Abby Norman tells her often harrowing story with grace in Ask Me About My Uterus. She’s had to make her way through life in pain, and mostly alone. I’m in awe of her courage and fortitude!

Norman spent her childhood with an absent father, and a functionally absent mother who was too sick with her own disease to care for her children. In case that wasn’t hard enough, her abusive grandmother stepped in to care for Abby. Somehow, she survives this and has the unimaginable presence of mind to request emancipation at age sixteen.

As she tells this part of the story, I cheered for her while I was marveling at her teenage grit. Norman moved forward with life, got herself help, and thank goodness, had people who were equipped to offer her safe and healthy shelter.

Amazing as it is, this is only one small segment of Abby Norman’s story. She actually explains her childhood as an adjunct to the excruciating abdominal pain she began experiencing at nineteen. As with many people who experience chronic pain, Norman searches for an explanation. Is it a result of her difficult childhood? Was the neglect an emotional or physical catalyst?

Doctors don’t take her seriously. So finding an explanation isn’t simple cause and effect. Norman begins to do medical and scientific research about endometriosis. Turns out there isn’t much information available, which leads her to examine why women’s pain isn’t addressed effectively or often.

It’s these components—her story and her research—that make up Ask Me About My Uterus. Norman deconstructs each topic with eloquence and care. She acknowledges that each endo patient has a different story, including those from the LGBTQIA+ community. And yet, many pieces of her story are clearly universal to endo and other chronic pain patients.

My conclusions:

As a woman living with chronic pain, I wanted to first bump Norman every page or so. I’m also an adult woman who survived an untraditional upbringing, especially as it related to medical care. More fist bumps for her story and survival.

Abby makes the world of living with invisible illness visible. She puts her uterus, her sex life, her heart and soul on display. And it’s obvious her intention is to help women with endo and other types of chronic pain. She’s a fighter who tells a damn interesting story.

I never felt that Norman was a drama queen looking for sympathy. Instead, her approach was matter of fact and easy to read. She’s solution-oriented and a captivating writer. I’d like to give this book to my doctors. There are also a few doctors in Norman’s story that I’d like to give a piece of my mind. The mom in me wants to charge in and fight for justice. But thankfully, Abby Norman is doing a great job of that in her life and in this book.

Acknowledgements:

Thanks to NetGalley, Abby Norman, and Perseus Books, PublicAffairs, and Nation Books for the digital ARC of this book in exchange for an honest review.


INSTRUCTIONS FOR THE TASK: Look through the data for the string "diagonal". Copy every line where it is found.

Figure record extracts:
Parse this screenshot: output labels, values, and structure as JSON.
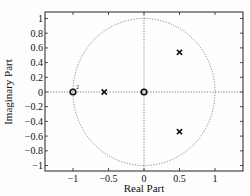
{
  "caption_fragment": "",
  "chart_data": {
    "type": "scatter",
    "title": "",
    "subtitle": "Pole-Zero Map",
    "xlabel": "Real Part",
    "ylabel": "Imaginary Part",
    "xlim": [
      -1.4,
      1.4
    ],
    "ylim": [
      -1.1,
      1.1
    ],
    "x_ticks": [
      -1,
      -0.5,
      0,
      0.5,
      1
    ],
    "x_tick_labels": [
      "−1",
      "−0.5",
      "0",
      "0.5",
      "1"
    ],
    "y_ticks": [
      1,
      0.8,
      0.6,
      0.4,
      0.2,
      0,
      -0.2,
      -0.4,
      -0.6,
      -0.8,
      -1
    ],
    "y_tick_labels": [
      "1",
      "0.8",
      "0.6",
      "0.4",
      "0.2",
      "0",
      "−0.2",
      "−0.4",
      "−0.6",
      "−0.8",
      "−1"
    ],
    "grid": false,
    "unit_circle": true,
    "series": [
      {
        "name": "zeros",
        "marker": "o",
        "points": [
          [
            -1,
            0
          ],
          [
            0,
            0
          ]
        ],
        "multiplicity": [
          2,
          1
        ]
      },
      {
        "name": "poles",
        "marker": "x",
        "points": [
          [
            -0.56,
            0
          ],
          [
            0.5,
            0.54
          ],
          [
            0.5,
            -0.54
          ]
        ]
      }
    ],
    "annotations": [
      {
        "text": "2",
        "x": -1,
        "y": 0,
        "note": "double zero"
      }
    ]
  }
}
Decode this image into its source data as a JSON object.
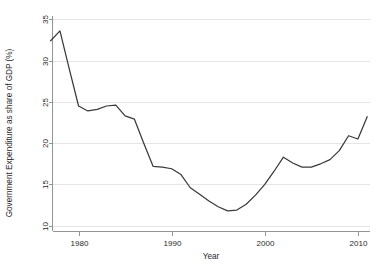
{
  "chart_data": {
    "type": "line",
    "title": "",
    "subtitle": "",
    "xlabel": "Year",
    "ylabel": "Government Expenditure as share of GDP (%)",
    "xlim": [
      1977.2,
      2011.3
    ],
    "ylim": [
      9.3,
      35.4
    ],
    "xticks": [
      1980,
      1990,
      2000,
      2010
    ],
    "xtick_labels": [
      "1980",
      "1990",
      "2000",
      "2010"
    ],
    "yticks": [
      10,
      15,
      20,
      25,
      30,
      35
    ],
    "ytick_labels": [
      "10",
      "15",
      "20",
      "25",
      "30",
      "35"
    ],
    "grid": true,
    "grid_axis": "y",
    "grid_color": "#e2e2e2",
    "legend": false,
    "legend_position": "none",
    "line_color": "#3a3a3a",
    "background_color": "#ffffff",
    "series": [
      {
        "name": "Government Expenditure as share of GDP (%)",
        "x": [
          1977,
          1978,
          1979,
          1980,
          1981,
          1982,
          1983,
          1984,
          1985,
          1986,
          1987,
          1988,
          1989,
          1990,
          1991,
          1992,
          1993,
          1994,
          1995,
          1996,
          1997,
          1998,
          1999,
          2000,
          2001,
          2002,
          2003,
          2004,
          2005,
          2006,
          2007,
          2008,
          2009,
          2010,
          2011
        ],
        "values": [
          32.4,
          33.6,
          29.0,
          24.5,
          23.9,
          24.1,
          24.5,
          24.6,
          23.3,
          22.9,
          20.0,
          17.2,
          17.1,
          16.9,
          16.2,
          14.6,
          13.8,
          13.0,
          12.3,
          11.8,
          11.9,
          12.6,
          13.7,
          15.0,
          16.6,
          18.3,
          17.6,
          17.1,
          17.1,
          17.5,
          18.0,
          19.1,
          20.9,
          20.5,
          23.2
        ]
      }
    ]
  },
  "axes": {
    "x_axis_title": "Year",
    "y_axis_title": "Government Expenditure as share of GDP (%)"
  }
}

==

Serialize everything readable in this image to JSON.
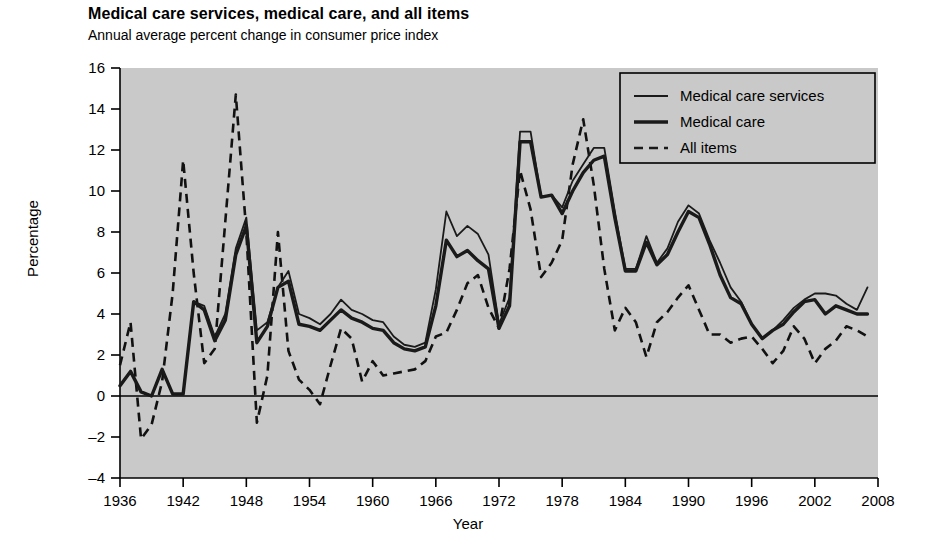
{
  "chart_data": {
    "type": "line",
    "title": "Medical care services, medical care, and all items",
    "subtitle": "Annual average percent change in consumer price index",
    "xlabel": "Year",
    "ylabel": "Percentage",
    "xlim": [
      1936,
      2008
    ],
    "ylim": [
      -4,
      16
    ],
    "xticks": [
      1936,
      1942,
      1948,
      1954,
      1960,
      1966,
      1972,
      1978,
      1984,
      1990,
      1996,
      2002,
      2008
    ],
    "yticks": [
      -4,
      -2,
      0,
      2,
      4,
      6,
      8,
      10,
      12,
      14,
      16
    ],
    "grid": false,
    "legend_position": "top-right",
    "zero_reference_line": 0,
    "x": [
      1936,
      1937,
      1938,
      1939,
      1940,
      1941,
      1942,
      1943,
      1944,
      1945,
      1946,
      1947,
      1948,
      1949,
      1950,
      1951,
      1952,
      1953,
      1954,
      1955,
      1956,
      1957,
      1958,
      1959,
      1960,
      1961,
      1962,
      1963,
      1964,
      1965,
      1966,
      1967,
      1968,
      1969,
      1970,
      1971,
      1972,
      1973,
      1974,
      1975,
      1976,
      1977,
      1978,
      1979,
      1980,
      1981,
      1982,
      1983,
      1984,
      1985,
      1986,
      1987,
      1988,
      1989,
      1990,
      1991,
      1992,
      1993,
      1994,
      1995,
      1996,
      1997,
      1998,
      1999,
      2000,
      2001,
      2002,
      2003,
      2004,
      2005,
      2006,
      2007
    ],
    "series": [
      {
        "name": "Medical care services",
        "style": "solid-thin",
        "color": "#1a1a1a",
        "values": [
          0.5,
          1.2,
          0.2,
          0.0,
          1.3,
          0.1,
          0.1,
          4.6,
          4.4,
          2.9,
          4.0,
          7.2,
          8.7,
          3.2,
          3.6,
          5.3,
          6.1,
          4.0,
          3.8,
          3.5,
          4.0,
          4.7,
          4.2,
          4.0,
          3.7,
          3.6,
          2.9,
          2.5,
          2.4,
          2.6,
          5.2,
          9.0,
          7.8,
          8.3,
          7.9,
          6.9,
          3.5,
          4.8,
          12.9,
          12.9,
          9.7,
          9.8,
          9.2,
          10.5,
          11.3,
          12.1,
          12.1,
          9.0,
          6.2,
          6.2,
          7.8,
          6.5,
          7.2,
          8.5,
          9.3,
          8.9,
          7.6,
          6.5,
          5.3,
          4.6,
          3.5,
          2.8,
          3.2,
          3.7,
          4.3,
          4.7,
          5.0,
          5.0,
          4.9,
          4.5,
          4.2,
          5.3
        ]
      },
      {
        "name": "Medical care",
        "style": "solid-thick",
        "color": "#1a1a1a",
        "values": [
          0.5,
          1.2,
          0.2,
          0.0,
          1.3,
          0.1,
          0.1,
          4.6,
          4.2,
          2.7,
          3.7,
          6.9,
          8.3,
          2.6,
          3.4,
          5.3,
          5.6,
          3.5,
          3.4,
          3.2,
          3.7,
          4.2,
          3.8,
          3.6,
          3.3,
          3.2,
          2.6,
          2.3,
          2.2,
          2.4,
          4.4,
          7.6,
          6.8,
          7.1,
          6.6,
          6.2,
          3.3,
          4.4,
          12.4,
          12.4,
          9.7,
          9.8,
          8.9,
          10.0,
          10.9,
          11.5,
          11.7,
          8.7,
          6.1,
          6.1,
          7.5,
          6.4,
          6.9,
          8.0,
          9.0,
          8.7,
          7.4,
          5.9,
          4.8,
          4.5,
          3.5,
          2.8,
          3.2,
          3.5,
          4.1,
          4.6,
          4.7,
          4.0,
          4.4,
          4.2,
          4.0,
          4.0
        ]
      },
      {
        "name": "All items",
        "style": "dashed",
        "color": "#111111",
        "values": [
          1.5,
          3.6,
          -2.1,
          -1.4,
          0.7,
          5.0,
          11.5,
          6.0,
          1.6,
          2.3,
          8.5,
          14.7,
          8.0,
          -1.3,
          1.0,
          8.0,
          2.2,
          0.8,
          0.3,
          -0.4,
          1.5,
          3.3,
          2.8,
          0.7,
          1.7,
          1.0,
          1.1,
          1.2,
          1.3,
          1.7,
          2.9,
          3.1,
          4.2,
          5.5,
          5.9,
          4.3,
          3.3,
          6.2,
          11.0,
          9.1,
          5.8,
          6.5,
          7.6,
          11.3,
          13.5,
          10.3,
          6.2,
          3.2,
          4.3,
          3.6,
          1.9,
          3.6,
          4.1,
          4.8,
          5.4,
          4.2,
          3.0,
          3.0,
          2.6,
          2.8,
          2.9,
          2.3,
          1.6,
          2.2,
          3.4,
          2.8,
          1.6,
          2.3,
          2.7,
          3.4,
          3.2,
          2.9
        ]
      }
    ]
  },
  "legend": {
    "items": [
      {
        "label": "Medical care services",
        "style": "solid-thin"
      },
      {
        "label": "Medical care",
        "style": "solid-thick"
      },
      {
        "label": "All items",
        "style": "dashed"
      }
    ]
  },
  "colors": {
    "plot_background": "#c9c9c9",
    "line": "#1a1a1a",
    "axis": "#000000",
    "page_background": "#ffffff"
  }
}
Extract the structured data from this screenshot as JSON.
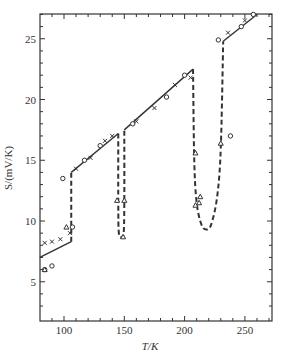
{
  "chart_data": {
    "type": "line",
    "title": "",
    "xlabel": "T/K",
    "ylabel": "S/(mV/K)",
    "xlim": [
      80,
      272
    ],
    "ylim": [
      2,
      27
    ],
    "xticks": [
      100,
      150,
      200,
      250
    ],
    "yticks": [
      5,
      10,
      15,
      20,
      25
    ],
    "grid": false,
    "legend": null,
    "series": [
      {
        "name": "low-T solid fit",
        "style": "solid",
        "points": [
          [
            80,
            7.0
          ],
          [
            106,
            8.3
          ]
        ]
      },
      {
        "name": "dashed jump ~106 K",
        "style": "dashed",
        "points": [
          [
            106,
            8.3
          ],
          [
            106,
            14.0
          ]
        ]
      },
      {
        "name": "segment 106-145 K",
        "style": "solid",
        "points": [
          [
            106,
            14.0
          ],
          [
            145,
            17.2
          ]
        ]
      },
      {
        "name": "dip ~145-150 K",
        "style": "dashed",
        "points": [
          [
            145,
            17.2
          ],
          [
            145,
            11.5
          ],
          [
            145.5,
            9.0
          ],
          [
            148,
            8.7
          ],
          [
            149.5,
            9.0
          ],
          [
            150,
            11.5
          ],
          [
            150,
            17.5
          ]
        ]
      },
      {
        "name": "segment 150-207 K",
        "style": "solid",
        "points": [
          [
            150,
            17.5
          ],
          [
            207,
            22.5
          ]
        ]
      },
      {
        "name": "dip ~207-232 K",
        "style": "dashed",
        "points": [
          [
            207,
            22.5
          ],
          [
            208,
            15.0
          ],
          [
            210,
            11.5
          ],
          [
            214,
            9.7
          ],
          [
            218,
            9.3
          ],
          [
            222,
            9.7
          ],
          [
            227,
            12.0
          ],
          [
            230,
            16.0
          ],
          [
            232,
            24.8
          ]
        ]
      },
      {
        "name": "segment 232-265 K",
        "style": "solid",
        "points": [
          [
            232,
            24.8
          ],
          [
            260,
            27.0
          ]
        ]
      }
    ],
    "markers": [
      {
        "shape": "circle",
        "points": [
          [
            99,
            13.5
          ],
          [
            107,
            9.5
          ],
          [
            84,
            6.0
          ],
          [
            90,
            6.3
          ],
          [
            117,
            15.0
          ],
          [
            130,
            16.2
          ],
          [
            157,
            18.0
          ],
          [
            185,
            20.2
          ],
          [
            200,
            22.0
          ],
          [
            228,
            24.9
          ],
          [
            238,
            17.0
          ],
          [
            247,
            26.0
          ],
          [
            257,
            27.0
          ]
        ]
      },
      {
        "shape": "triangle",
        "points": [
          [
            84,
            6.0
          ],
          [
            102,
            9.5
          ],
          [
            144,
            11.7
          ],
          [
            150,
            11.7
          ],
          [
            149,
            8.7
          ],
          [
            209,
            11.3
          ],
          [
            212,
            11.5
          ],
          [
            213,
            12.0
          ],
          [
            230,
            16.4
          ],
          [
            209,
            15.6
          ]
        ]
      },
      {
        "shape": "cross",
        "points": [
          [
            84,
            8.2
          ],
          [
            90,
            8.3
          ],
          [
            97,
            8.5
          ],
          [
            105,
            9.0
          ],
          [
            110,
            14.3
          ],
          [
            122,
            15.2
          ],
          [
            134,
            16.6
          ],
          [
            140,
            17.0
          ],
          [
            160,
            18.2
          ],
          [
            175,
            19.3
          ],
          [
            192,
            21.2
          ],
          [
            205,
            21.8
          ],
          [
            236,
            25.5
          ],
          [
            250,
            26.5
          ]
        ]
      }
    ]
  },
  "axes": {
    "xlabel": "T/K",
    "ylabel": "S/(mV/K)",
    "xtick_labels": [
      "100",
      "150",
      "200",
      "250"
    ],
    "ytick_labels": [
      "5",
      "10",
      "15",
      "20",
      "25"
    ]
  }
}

---

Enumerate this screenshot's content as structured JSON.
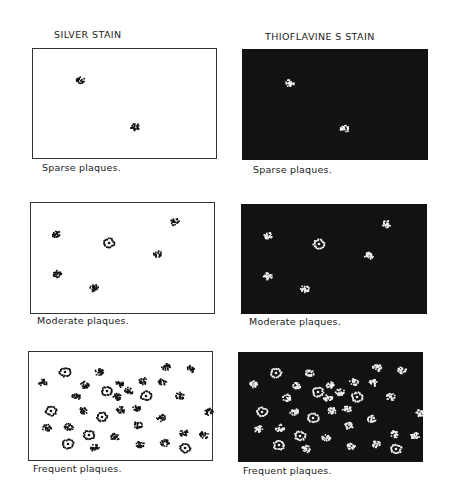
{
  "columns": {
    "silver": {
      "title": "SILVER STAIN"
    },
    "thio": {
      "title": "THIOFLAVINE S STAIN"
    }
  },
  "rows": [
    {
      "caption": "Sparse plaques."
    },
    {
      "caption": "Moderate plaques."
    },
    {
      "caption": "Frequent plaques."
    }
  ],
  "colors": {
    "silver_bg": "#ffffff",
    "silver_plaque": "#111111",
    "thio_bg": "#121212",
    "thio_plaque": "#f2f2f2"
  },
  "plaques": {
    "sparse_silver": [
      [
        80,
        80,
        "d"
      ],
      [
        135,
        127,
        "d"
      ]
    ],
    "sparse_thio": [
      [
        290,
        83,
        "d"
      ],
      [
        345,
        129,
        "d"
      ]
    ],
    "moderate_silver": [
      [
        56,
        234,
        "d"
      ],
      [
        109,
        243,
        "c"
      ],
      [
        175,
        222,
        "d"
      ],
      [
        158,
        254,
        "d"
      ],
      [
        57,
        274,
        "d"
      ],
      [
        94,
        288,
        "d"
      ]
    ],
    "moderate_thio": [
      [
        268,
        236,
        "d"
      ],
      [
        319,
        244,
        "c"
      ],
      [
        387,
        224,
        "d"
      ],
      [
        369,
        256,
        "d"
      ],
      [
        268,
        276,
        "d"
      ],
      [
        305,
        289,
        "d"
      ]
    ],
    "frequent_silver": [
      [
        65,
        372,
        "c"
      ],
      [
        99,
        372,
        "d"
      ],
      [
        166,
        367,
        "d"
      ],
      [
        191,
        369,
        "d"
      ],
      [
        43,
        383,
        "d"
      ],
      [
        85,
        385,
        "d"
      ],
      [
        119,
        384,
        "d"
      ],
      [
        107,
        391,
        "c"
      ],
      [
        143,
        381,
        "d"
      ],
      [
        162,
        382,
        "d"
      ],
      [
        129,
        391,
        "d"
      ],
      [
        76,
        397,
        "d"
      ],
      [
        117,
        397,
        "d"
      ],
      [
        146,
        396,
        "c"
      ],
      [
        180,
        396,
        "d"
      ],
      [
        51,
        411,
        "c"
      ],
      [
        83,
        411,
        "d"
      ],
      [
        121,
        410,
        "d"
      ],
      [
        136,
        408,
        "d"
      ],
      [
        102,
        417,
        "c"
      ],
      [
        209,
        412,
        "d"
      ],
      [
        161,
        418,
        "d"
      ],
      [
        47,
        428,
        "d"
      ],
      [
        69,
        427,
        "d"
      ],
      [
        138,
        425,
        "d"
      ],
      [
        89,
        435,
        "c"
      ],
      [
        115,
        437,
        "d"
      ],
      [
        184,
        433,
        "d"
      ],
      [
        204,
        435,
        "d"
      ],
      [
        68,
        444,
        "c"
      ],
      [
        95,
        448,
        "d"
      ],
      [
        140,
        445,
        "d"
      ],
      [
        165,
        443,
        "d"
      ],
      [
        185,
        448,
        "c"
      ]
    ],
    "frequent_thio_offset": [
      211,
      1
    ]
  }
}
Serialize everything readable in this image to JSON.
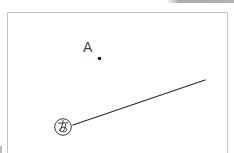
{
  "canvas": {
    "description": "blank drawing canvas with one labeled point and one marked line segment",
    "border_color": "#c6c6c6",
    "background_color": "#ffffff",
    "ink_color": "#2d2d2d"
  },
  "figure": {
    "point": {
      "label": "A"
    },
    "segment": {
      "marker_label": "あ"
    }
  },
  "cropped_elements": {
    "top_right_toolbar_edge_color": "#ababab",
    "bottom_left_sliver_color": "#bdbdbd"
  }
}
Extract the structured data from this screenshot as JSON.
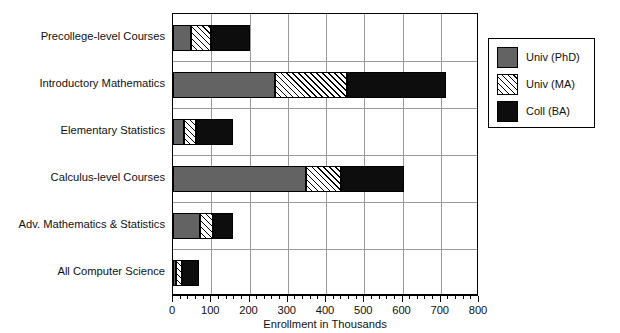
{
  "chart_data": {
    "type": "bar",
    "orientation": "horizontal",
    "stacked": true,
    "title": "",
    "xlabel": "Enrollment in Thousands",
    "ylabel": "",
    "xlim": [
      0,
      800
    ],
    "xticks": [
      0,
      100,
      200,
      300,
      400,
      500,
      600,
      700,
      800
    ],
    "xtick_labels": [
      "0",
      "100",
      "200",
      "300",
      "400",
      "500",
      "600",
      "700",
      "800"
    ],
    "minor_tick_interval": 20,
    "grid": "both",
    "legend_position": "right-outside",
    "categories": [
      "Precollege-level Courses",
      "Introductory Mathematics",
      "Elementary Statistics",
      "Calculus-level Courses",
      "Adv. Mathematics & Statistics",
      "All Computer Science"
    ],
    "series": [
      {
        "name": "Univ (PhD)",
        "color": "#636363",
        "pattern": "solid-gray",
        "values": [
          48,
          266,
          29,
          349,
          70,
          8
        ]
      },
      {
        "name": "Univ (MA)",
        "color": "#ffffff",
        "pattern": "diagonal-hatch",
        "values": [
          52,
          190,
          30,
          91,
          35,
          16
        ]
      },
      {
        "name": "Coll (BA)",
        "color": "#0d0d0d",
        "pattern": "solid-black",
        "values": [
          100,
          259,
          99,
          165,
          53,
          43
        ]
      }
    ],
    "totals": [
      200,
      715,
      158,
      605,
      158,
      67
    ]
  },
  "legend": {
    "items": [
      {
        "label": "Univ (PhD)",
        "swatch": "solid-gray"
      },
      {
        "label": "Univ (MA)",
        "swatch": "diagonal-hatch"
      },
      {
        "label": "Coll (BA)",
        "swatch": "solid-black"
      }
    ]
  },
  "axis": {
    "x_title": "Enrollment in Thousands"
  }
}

RESULT OF THIS EXERCISE:
        "pattern": "diagonal-hatch",
        "swatch": "diagonal-hatch"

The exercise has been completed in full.